I hear from Lexifab that this is the National Year of Reading.
I am not quite sure what the ‘National’ refers to and I am not going to look it up yet out of contrariness. The message retweeted by Lexifab exhorted me to read Australian books, so perhaps it is the Australian National Year of Reading. I don’t intend to go out of my way to read Australian books since I pretty much know what Australia is like and how Australians think - I am more interested in distant times and places and how the zany people over there thought/think. On the other hand, there is a certain nation which I will not name that tends to assume it is the only one, where people don’t put the international dialing code on their letterheads, and the ‘National’ might well refer to that nation.
The first book I finished reading this year was written in *a* nation, the United Kingdom of Great Britain and Ireland.
In this book a practically unknown one-term United States senator with a charismatic personality and a magnetic speaking voice comes to power in 2008 and turns out to be the Antichrist. Honest.
Yes, this is basically the same plot as a book I was handed by a wild-eyed fellow outside Redfern station a decade ago. You may have been handed the same book. However, in this case: (1) it is the Protestants who cave immediately to join the Antichrist while the Catholics are the persecuted minority fighting him, and (2) the writing is really very good.
You should read this book for its prefigurements of the great 20th century dystopias. Before Our Ford’s T-Model, here is a London with the same Brave New World aesthetic, the euthanasia centres, the selfless meritocrats keeping the proles happy with bread and circuses. Before Mussolini’s march on Rome, here is Big Brother’s Cult of Personality, the Nuremburg-style crowds, the world eerily divided into three great blocs. In 1907, here is a dysfunctional European parliament, a thoroughly Godless Europe about to be overwhelmed by barbarism from the East, a London convulsed by mob violence. The book is like a chrysalis containing the whole terrible century that was to come. Of course science fiction is not about prediction: but this book, which doesn't claim to be science fiction, comes closer to predicting the real 2008 than anything else I've read from a similar distance in time.
Unless you are fond of the sort of things Charles Williams used to write, there is no real reason to read all the way to the end: after all, you know how it will turn out. I would suggest stopping after the passage of the Alps, except to flip ahead and look for the bits with Mabel in them. These are rather good, and also contain the basis for my assertion that the novel takes place in 2008. Oh, and the novel is full of Catholic jargon in a Morris West-like fashion, only more so. Those are my only caveats.
The book contains nothing to reassure Edwardian middle-class Protestants raised on tales of Catholic perfidy. The main characters are almost - almost - fanatical enough to be seen from the opposite direction as the bad guys in a Sheri S. Tepper novel. While the official position of the Church and of the heroes - who are all priests - is one of extreme in-your-face pacifism in response to persecution, there are other Catholics who do try to blow up Westminster Abbey, assassinate government officials, etc.: and the main characters never really condemn them, just worry about the possible blowback effects. Which are admittedly pretty bad.
I could never survive in a religion that required me to believe that this world was about to pass away. I am too fond of the bottlebrush tree outside the front door. All those millions of years of evolution to make such a beautiful thing, snuffed out all of a sudden, with all its kind, because it is just a minor non-player character in a story that is all about the humans? It is too painful to think about. And the beetles - I am inordinately fond of beetles. And the child of two who is just going about looking with wonder upon the bottlebrush trees and the beetles. And the man in Bechar who has an idea for a poem he wants to write this afternoon, but he can't, because the world is ending. I know all things must pass, and if they abide forever it is only in the mind of God - but this world is all so young and interesting. It would be like ending the Silmarillion in the middle of a sentence on page 14.
5 comments:
I believe the intention was to read Australian novels. That's how I intend to interpret it, at any rate, because any other interpretation is redundant.
One thing that I do plan to do this year is to track the books I read, just to see how much escapist dreck I am pouring into my brain. A lot, I shouldn't wonder.
(Today's word verification is 'imberabl', which shows a disgraceful decline in standards of spelling. I blame the Twitterz).
Good to see you are still about! I intend to celebrate the occasion by tracking what I read and reporting it here. Tatatzep!
(That's the word verification, which also sounds like a good cheery word to close with)
I started reading Lord of the World via that link, but it rather lost me in the first couple of pages. I think perhaps my lazy read-brain has a limited capacity to tolerate old-fashioned prose, and my current immersion in the GK Chestertons and 'The Third Policemen' (both excellent thus far) have consumed my reserves of comprehension.
I may come back to it later, assuming the world has not come to an end.
(I was off on holidays, far from the madding crowd and any usable internet connection)
...limited capacity to tolerate old-fashioned prose...
I keep meaning to say "that's strange", since once of the things that struck me at the beginning was how stylistically as well in terms of content it was like 'Brave New World', a world away from the 19th century novel. I suppose 20th century prose *is* old-fashioned, you Man of the Future you!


Work required — Wherever "group" appears in a line of the listing, report that line.

Given information —
☆ ☆ ☆ ☆
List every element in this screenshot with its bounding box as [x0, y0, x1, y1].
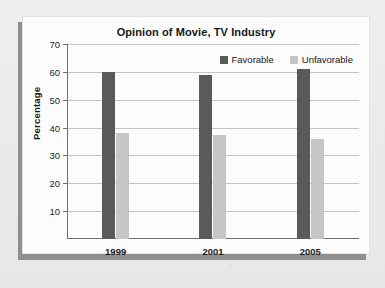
- x-tick-label: 1999: [105, 246, 126, 257]
- chart-legend: FavorableUnfavorable: [220, 54, 353, 65]
- bar-favorable-2001[interactable]: [199, 75, 212, 239]
- legend-label: Favorable: [232, 54, 274, 65]
- legend-item-unfavorable[interactable]: Unfavorable: [290, 54, 353, 65]
- legend-swatch-icon: [220, 56, 228, 64]
- bar-unfavorable-2005[interactable]: [311, 139, 324, 239]
- bar-favorable-2005[interactable]: [297, 69, 310, 239]
- plot-area: 10203040506070 199920012005 FavorableUnf…: [67, 44, 359, 239]
- legend-label: Unfavorable: [302, 54, 353, 65]
- bar-group: 2001: [164, 44, 261, 239]
- y-tick-label: 30: [49, 150, 60, 161]
- bar-group: 2005: [262, 44, 359, 239]
- bar-favorable-1999[interactable]: [102, 72, 115, 239]
- bar-unfavorable-2001[interactable]: [213, 135, 226, 239]
- y-tick-label: 60: [49, 66, 60, 77]
- bar-unfavorable-1999[interactable]: [116, 133, 129, 239]
- chart-card: Opinion of Movie, TV Industry Percentage…: [22, 16, 370, 254]
- chart-title: Opinion of Movie, TV Industry: [23, 26, 369, 38]
- x-tick-label: 2005: [300, 246, 321, 257]
- legend-item-favorable[interactable]: Favorable: [220, 54, 274, 65]
- y-tick-label: 10: [49, 206, 60, 217]
- legend-swatch-icon: [290, 56, 298, 64]
- y-tick-label: 70: [49, 39, 60, 50]
- y-tick-label: 20: [49, 178, 60, 189]
- y-tick-label: 50: [49, 94, 60, 105]
- y-tick-label: 40: [49, 122, 60, 133]
- y-axis-title: Percentage: [31, 87, 42, 140]
- bar-group: 1999: [67, 44, 164, 239]
- x-tick-label: 2001: [202, 246, 223, 257]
☆ ☆ ☆ ☆
Written solution —
- bar-group: 2001: [164, 44, 261, 239]
- bar-group: 2005: [262, 44, 359, 239]
- bar-group: 1999: [67, 44, 164, 239]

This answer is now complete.